Spain: the Costa Brava and Málaga–Ronda
In Catalonia, the regional trains up the Costa Brava from Barcelona give you cove after cove. In the south, the line from Málaga up to Ronda climbs from the coast into the mountains through gorges and white villages — a short journey that feels like crossing into another country. It is the perfect overture to the inland Andalusia we cover in Andalusia for People Who Hate Tourist Traps.
Greece: toward the Peloponnese
Greek railways are limited, but the scenic narrow-gauge rack railway through the Vouraikos Gorge at Diakofto–Kalavryta is a small marvel, climbing through a river canyon on a line more than a century old.
How to ride them well
Three small disciplines turn a good train journey into a memorable one. First, choose the slow train. High-speed lines are engineering triumphs that spend much of their time in tunnels; the older regional services run along the coast at the pace scenery deserves. Second, book the right seat — on coastal lines, the sea side; a few minutes' research is worth two hours of view. Third, bring nothing urgent. A book, a snack bought at the station, a window: that is the entire equipment list.

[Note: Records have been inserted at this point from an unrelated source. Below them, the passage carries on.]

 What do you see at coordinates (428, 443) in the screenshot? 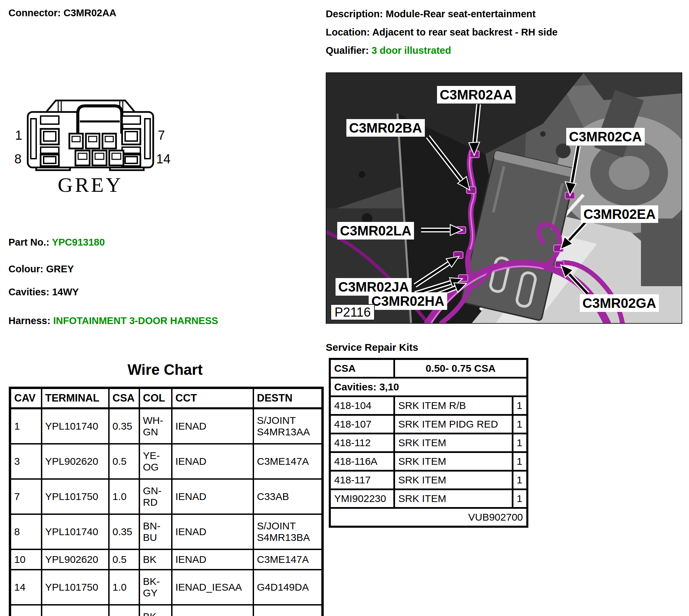
I see `service-repair-kits: CSA 0.50- 0.75 CSA Cavities: 3,10 418-10…` at bounding box center [428, 443]. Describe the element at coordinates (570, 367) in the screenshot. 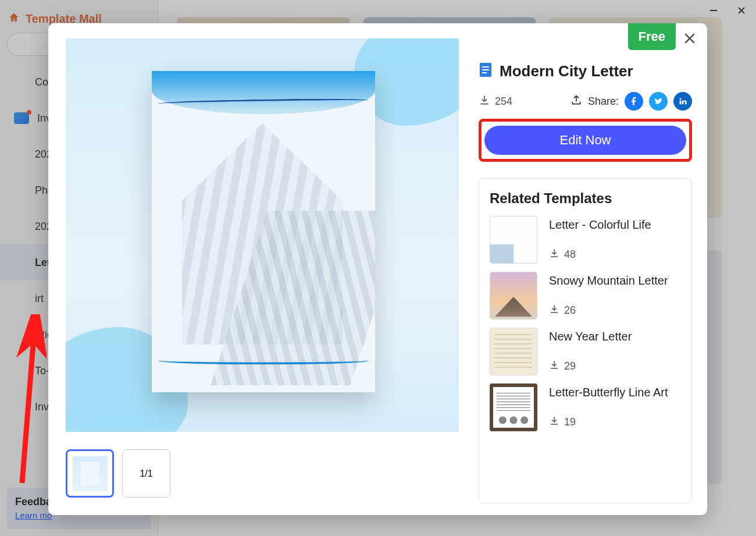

The deeper pleasure of train travel is what it does to your sense of time. A car keeps you braced; a plane erases the in-between entirely. A train hands the hours back to you, slow and framed and yours. It is the same instinct behind everything we write about travelling gently — see Slow Travel After 50 — and there is no purer place to practise it than a window seat above a blue sea, with nowhere you urgently need to be.
Questions, Answered
What is the most scenic and easiest Mediterranean train journey for a first-timer?
The Cinque Terre coastal line in Italy. It links the five villages in just a few minutes each, runs frequently, and a single day card lets you hop on and off freely. It requires no planning, no long booking, and delivers one of the most dramatic coastlines in Europe with almost no effort.
Should I take high-speed or regional trains for the views?
Regional trains, almost always. High-speed lines prioritise straight, fast routes and spend much of their time in tunnels and cuttings, while older regional services follow the coast and the valleys at a slower pace built around the landscape. For scenery, slower is better.
Which side of the train should I sit on?
On coastal routes, the seaward side — the left side heading west along the Italian Riviera from Genoa, for example, and the coastal side on Costa Brava services. A few minutes checking the route direction when you book can give you two hours of uninterrupted sea views instead of a wall of rock.
Written by
Sofia Marchetti
Founding editor of The Mediterranean Life. English mother, Italian father — raised between London and a grandmother’s kitchen in Puglia. A former magazine editor who traded the city for a slower life by the sea, and now writes about living beautifully, wherever you are.